This lesson gives students the opportunity to explore oceans and ocean life. Students will listen to stories and poems with oceanic settings and learn about the forms of sea life featured in each.
In this lesson, students view archival photographs, combine their efforts to comb through a database of more than 2,000 archival newspaper accounts about race relations in the United States, and read newspaper articles written from different points of view about post-war riots in Chicago.
Some of the most the most essential works of literature in the world are examples of epic poetry, such as The Odyssey and Paradise Lost. This lesson introduces students to the epic poem form and to its roots in oral tradition.
Students compile information to examine hypotheses explaining why the first nine states to grant full voting rights for women were located in the West.
This lesson plan compares the plot and setting characteristics of several versions of the Cinderella tale to teach students about universal and culturally specific literary elements.
Quilts can be works of art as well as stories through pictures. They also tell a story about their creators and about the historical and cultural context of their creation through the choices made in design, material, and content.
Help your students understand the development of the Declaration as both a historical process and a compositional process through the use of role play and creative writing.
In this first lesson of the curriculum unit Composition in Painting: Everything in its right place, students will begin by learning the definition of composition in the visual arts and some of its most basic components.
While the French had kept their end of the bargain by completing the statue itself, the Americans had still not fulfilled their commitment to erect a pedestal. In this lesson, students learn about the effort to convince a skeptical American public to contribute to the effort to erect a pedestal and to bring the Statue of Liberty to New York.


Please write out the data exactly, line by line.

● ● ● ● ●

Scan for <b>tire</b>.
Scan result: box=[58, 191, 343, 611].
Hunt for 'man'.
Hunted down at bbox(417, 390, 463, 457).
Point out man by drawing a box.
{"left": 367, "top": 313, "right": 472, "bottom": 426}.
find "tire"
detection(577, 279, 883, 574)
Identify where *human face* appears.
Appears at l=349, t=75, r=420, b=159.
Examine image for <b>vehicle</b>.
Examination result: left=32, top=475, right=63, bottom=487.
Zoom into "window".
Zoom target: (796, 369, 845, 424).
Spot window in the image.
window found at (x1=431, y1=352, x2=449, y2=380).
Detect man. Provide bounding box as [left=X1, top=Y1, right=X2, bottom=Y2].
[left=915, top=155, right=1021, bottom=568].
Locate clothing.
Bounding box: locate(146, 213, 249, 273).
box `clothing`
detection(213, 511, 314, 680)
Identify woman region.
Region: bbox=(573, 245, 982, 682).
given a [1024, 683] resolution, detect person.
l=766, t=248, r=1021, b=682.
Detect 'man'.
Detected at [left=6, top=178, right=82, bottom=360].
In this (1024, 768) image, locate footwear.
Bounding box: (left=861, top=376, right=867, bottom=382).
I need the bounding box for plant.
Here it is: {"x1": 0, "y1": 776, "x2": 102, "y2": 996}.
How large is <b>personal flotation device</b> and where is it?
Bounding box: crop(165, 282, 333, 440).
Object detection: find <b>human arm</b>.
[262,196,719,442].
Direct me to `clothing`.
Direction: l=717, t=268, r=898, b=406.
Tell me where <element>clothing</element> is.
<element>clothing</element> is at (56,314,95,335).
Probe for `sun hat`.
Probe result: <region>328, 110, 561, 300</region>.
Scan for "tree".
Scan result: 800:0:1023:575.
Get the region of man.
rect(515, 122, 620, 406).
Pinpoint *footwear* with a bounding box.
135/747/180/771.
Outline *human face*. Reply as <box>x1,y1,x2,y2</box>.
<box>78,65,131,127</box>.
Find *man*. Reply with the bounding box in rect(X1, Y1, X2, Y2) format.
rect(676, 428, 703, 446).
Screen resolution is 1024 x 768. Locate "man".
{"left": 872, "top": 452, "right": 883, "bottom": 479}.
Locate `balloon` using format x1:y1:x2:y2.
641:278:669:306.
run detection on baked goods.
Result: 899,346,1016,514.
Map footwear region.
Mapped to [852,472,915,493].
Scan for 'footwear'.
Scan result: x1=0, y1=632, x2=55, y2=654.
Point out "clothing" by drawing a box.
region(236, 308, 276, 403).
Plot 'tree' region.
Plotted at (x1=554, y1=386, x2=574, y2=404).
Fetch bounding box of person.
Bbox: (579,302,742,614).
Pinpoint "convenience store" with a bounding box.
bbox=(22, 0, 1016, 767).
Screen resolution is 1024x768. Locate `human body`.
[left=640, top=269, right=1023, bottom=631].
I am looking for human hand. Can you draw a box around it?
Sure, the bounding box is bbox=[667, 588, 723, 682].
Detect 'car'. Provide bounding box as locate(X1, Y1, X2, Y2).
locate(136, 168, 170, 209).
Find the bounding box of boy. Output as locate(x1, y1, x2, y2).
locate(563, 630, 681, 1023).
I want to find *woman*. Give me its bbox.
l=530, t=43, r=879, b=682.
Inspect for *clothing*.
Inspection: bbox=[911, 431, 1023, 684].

● ● ● ● ●

§ **Result for this task**:
Scan for <b>tire</b>.
Scan result: box=[58, 191, 343, 611].
Hunt for 'man'.
Hunted down at bbox(417, 390, 463, 457).
Point out man by drawing a box.
{"left": 367, "top": 313, "right": 472, "bottom": 426}.
find "tire"
detection(577, 279, 883, 574)
Identify where *human face* appears.
Appears at l=349, t=75, r=420, b=159.
Examine image for <b>vehicle</b>.
Examination result: left=32, top=475, right=63, bottom=487.
Zoom into "window".
Zoom target: (796, 369, 845, 424).
Spot window in the image.
window found at (x1=431, y1=352, x2=449, y2=380).
Detect man. Provide bounding box as [left=X1, top=Y1, right=X2, bottom=Y2].
[left=915, top=155, right=1021, bottom=568].
Locate clothing.
Bounding box: locate(146, 213, 249, 273).
box `clothing`
detection(213, 511, 314, 680)
Identify woman region.
Region: bbox=(573, 245, 982, 682).
given a [1024, 683] resolution, detect person.
l=766, t=248, r=1021, b=682.
Detect 'man'.
Detected at [left=6, top=178, right=82, bottom=360].
In this (1024, 768) image, locate footwear.
Bounding box: (left=861, top=376, right=867, bottom=382).
I need the bounding box for plant.
Here it is: {"x1": 0, "y1": 776, "x2": 102, "y2": 996}.
How large is <b>personal flotation device</b> and where is it?
Bounding box: crop(165, 282, 333, 440).
Object detection: find <b>human arm</b>.
[262,196,719,442].
Direct me to `clothing`.
Direction: l=717, t=268, r=898, b=406.
Tell me where <element>clothing</element> is.
<element>clothing</element> is at (56,314,95,335).
Probe for `sun hat`.
Probe result: <region>328, 110, 561, 300</region>.
Scan for "tree".
Scan result: 800:0:1023:575.
Get the region of man.
rect(515, 122, 620, 406).
Pinpoint *footwear* with a bounding box.
135/747/180/771.
Outline *human face*. Reply as <box>x1,y1,x2,y2</box>.
<box>78,65,131,127</box>.
Find *man*. Reply with the bounding box in rect(X1, Y1, X2, Y2) format.
rect(676, 428, 703, 446).
Screen resolution is 1024 x 768. Locate "man".
{"left": 872, "top": 452, "right": 883, "bottom": 479}.
Locate `balloon` using format x1:y1:x2:y2.
641:278:669:306.
run detection on baked goods.
Result: 899,346,1016,514.
Map footwear region.
Mapped to [852,472,915,493].
Scan for 'footwear'.
Scan result: x1=0, y1=632, x2=55, y2=654.
Point out "clothing" by drawing a box.
region(236, 308, 276, 403).
Plot 'tree' region.
Plotted at (x1=554, y1=386, x2=574, y2=404).
Fetch bounding box of person.
Bbox: (579,302,742,614).
Pinpoint "convenience store" with a bounding box.
bbox=(22, 0, 1016, 767).
Screen resolution is 1024x768. Locate `human body`.
[left=640, top=269, right=1023, bottom=631].
I am looking for human hand. Can you draw a box around it?
Sure, the bounding box is bbox=[667, 588, 723, 682].
Detect 'car'. Provide bounding box as locate(X1, Y1, X2, Y2).
locate(136, 168, 170, 209).
Find the bounding box of boy. Output as locate(x1, y1, x2, y2).
locate(563, 630, 681, 1023).
I want to find *woman*. Give me its bbox.
l=530, t=43, r=879, b=682.
Inspect for *clothing*.
Inspection: bbox=[911, 431, 1023, 684].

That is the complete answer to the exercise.